Democratic Sentinel, Volume 14, Number 36, Rensselaer, Jasper County, 3 October 1890 — SHE WAS HUNGRY. [ARTICLE]

SHE WAS HUNGRY.

Hen A She Preferred Baked Clams to Poetic Sentiment. They were sitting on the piazza of the hotel at the beach, watching the moon as it slowly rose out of the slumbering sea. Silence was around them, naught being heard save occasionally the faint clatter of dishes in an adjacent restaurant or the musical hum of an aristocratic mosquito that was making as vain a search for a blue-blooded person as Diogenes did for an honest man. It was the hour for love—sweet, pure, delicious love. The youth felt it in his soul as he sat there by the side of the beautiful maiden, whose silken hair almost touched his shoulders. Suddenly he spoke in low, but thrilling and passionate tones: ‘ ‘To the poetic temperament, to the soul that is capable of feeling the tenderest emotions, that throbs in unison with the harmony of nature, that is susceptible to the influences of the beautiful, there is a peculiar fascination in a scene like this. The balmy air, the rising moon, the twinkling stars, the contiguity of one of the fairest of creation's most perfect works, all unite to awaken in the heart its softest, sweetest, tenderest feeling— love. Don't you think so, MehitableP” “I do—oh, George, don't them baked clams smell nice!”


TRY IT:
Reproduce all of the data, making sure that no line differs from the original.

(Records from a data collection)
*-*-*
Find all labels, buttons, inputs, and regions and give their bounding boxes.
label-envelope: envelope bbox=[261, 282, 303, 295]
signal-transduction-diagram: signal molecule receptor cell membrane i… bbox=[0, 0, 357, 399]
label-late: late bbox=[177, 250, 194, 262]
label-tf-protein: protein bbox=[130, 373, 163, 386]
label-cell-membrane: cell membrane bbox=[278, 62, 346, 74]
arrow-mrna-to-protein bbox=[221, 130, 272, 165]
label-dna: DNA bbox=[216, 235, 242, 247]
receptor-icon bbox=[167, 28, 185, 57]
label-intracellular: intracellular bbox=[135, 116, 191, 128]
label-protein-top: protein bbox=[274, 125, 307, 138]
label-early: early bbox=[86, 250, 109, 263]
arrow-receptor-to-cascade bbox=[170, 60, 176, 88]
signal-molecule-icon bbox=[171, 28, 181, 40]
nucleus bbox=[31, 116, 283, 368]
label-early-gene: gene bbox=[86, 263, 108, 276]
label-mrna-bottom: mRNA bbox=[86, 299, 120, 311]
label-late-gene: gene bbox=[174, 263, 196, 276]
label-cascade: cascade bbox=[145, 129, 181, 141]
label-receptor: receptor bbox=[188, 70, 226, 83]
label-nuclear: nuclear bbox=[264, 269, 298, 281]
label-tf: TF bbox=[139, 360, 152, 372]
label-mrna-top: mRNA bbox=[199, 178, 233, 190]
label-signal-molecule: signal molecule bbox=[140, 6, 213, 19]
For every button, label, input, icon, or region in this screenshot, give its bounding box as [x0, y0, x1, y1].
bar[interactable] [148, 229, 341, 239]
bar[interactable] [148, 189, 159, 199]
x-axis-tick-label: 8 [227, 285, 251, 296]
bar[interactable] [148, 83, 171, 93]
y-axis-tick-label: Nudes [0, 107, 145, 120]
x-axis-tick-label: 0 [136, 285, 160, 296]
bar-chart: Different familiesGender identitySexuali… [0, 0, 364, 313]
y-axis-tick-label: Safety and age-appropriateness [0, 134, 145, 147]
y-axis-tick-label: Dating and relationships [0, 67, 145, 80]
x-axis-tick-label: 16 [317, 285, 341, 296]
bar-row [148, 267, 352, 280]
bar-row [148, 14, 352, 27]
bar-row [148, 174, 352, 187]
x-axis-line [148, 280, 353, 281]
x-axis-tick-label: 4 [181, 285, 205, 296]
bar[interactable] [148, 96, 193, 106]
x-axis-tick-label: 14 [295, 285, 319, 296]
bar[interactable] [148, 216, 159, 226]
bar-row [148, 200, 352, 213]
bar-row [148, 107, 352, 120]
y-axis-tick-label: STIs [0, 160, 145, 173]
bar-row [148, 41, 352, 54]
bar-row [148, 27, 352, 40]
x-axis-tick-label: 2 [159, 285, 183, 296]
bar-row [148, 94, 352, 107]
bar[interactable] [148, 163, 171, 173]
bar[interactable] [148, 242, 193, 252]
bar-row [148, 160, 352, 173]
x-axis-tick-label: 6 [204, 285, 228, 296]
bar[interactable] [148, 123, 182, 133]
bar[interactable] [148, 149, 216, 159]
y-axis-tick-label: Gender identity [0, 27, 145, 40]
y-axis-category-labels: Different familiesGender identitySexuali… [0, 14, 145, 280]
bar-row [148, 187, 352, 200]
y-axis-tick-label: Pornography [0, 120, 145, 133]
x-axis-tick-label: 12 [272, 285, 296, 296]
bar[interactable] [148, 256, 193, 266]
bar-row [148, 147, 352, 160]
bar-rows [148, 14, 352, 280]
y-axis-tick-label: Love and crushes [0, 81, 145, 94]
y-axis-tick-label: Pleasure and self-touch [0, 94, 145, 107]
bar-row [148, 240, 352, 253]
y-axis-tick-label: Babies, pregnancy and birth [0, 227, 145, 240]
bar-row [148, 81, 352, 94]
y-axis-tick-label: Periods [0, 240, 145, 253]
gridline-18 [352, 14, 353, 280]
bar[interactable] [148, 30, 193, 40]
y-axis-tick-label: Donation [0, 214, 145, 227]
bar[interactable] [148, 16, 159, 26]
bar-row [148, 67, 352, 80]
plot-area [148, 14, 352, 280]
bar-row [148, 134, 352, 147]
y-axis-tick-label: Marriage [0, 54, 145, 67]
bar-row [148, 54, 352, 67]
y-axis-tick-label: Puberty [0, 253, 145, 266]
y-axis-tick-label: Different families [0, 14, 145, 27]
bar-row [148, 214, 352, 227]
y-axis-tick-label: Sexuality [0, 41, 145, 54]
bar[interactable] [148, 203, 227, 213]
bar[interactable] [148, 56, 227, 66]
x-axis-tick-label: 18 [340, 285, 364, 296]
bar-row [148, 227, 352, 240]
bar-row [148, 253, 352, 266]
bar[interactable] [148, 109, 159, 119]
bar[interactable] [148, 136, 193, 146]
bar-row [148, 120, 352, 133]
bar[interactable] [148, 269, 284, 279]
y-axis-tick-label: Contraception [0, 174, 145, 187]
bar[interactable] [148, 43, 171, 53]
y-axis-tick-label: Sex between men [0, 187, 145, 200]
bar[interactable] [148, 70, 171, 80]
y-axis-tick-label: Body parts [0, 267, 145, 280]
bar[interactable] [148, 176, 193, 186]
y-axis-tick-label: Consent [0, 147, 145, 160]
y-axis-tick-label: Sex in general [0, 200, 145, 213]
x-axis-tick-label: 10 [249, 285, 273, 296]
*-*-*
YOUR SOLUTION:
Find all labels, buttons, inputs, and regions and give their bounding boxes.
label-envelope: envelope bbox=[261, 282, 303, 295]
signal-transduction-diagram: signal molecule receptor cell membrane i… bbox=[0, 0, 357, 399]
label-late: late bbox=[177, 250, 194, 262]
label-tf-protein: protein bbox=[130, 373, 163, 386]
label-cell-membrane: cell membrane bbox=[278, 62, 346, 74]
arrow-mrna-to-protein bbox=[221, 130, 272, 165]
label-dna: DNA bbox=[216, 235, 242, 247]
receptor-icon bbox=[167, 28, 185, 57]
label-intracellular: intracellular bbox=[135, 116, 191, 128]
label-protein-top: protein bbox=[274, 125, 307, 138]
label-early: early bbox=[86, 250, 109, 263]
arrow-receptor-to-cascade bbox=[170, 60, 176, 88]
signal-molecule-icon bbox=[171, 28, 181, 40]
nucleus bbox=[31, 116, 283, 368]
label-early-gene: gene bbox=[86, 263, 108, 276]
label-mrna-bottom: mRNA bbox=[86, 299, 120, 311]
label-late-gene: gene bbox=[174, 263, 196, 276]
label-cascade: cascade bbox=[145, 129, 181, 141]
label-receptor: receptor bbox=[188, 70, 226, 83]
label-nuclear: nuclear bbox=[264, 269, 298, 281]
label-tf: TF bbox=[139, 360, 152, 372]
label-mrna-top: mRNA bbox=[199, 178, 233, 190]
label-signal-molecule: signal molecule bbox=[140, 6, 213, 19]
For every button, label, input, icon, or region in this screenshot, give its bounding box as [x0, y0, x1, y1].
bar[interactable] [148, 229, 341, 239]
bar[interactable] [148, 189, 159, 199]
x-axis-tick-label: 8 [227, 285, 251, 296]
bar[interactable] [148, 83, 171, 93]
y-axis-tick-label: Nudes [0, 107, 145, 120]
x-axis-tick-label: 0 [136, 285, 160, 296]
bar-chart: Different familiesGender identitySexuali… [0, 0, 364, 313]
y-axis-tick-label: Safety and age-appropriateness [0, 134, 145, 147]
y-axis-tick-label: Dating and relationships [0, 67, 145, 80]
x-axis-tick-label: 16 [317, 285, 341, 296]
bar-row [148, 267, 352, 280]
bar-row [148, 14, 352, 27]
bar-row [148, 174, 352, 187]
x-axis-line [148, 280, 353, 281]
x-axis-tick-label: 4 [181, 285, 205, 296]
bar[interactable] [148, 96, 193, 106]
x-axis-tick-label: 14 [295, 285, 319, 296]
bar[interactable] [148, 216, 159, 226]
bar-row [148, 200, 352, 213]
bar-row [148, 107, 352, 120]
y-axis-tick-label: STIs [0, 160, 145, 173]
bar-row [148, 41, 352, 54]
bar-row [148, 27, 352, 40]
x-axis-tick-label: 2 [159, 285, 183, 296]
bar-row [148, 94, 352, 107]
bar[interactable] [148, 163, 171, 173]
bar[interactable] [148, 242, 193, 252]
bar-row [148, 160, 352, 173]
x-axis-tick-label: 6 [204, 285, 228, 296]
bar[interactable] [148, 123, 182, 133]
bar[interactable] [148, 149, 216, 159]
y-axis-tick-label: Gender identity [0, 27, 145, 40]
y-axis-category-labels: Different familiesGender identitySexuali… [0, 14, 145, 280]
bar-row [148, 187, 352, 200]
y-axis-tick-label: Pornography [0, 120, 145, 133]
x-axis-tick-label: 12 [272, 285, 296, 296]
bar[interactable] [148, 256, 193, 266]
bar-row [148, 147, 352, 160]
bar-rows [148, 14, 352, 280]
y-axis-tick-label: Love and crushes [0, 81, 145, 94]
y-axis-tick-label: Pleasure and self-touch [0, 94, 145, 107]
bar-row [148, 240, 352, 253]
y-axis-tick-label: Babies, pregnancy and birth [0, 227, 145, 240]
bar-row [148, 81, 352, 94]
y-axis-tick-label: Periods [0, 240, 145, 253]
gridline-18 [352, 14, 353, 280]
bar[interactable] [148, 30, 193, 40]
y-axis-tick-label: Donation [0, 214, 145, 227]
bar[interactable] [148, 16, 159, 26]
bar-row [148, 67, 352, 80]
plot-area [148, 14, 352, 280]
bar-row [148, 134, 352, 147]
y-axis-tick-label: Marriage [0, 54, 145, 67]
bar-row [148, 54, 352, 67]
y-axis-tick-label: Puberty [0, 253, 145, 266]
y-axis-tick-label: Different families [0, 14, 145, 27]
bar-row [148, 214, 352, 227]
y-axis-tick-label: Sexuality [0, 41, 145, 54]
bar[interactable] [148, 203, 227, 213]
bar[interactable] [148, 56, 227, 66]
x-axis-tick-label: 18 [340, 285, 364, 296]
bar-row [148, 227, 352, 240]
bar-row [148, 253, 352, 266]
bar[interactable] [148, 109, 159, 119]
bar[interactable] [148, 136, 193, 146]
bar-row [148, 120, 352, 133]
bar[interactable] [148, 269, 284, 279]
y-axis-tick-label: Contraception [0, 174, 145, 187]
bar[interactable] [148, 43, 171, 53]
y-axis-tick-label: Sex between men [0, 187, 145, 200]
bar[interactable] [148, 70, 171, 80]
y-axis-tick-label: Body parts [0, 267, 145, 280]
bar[interactable] [148, 176, 193, 186]
y-axis-tick-label: Consent [0, 147, 145, 160]
y-axis-tick-label: Sex in general [0, 200, 145, 213]
x-axis-tick-label: 10 [249, 285, 273, 296]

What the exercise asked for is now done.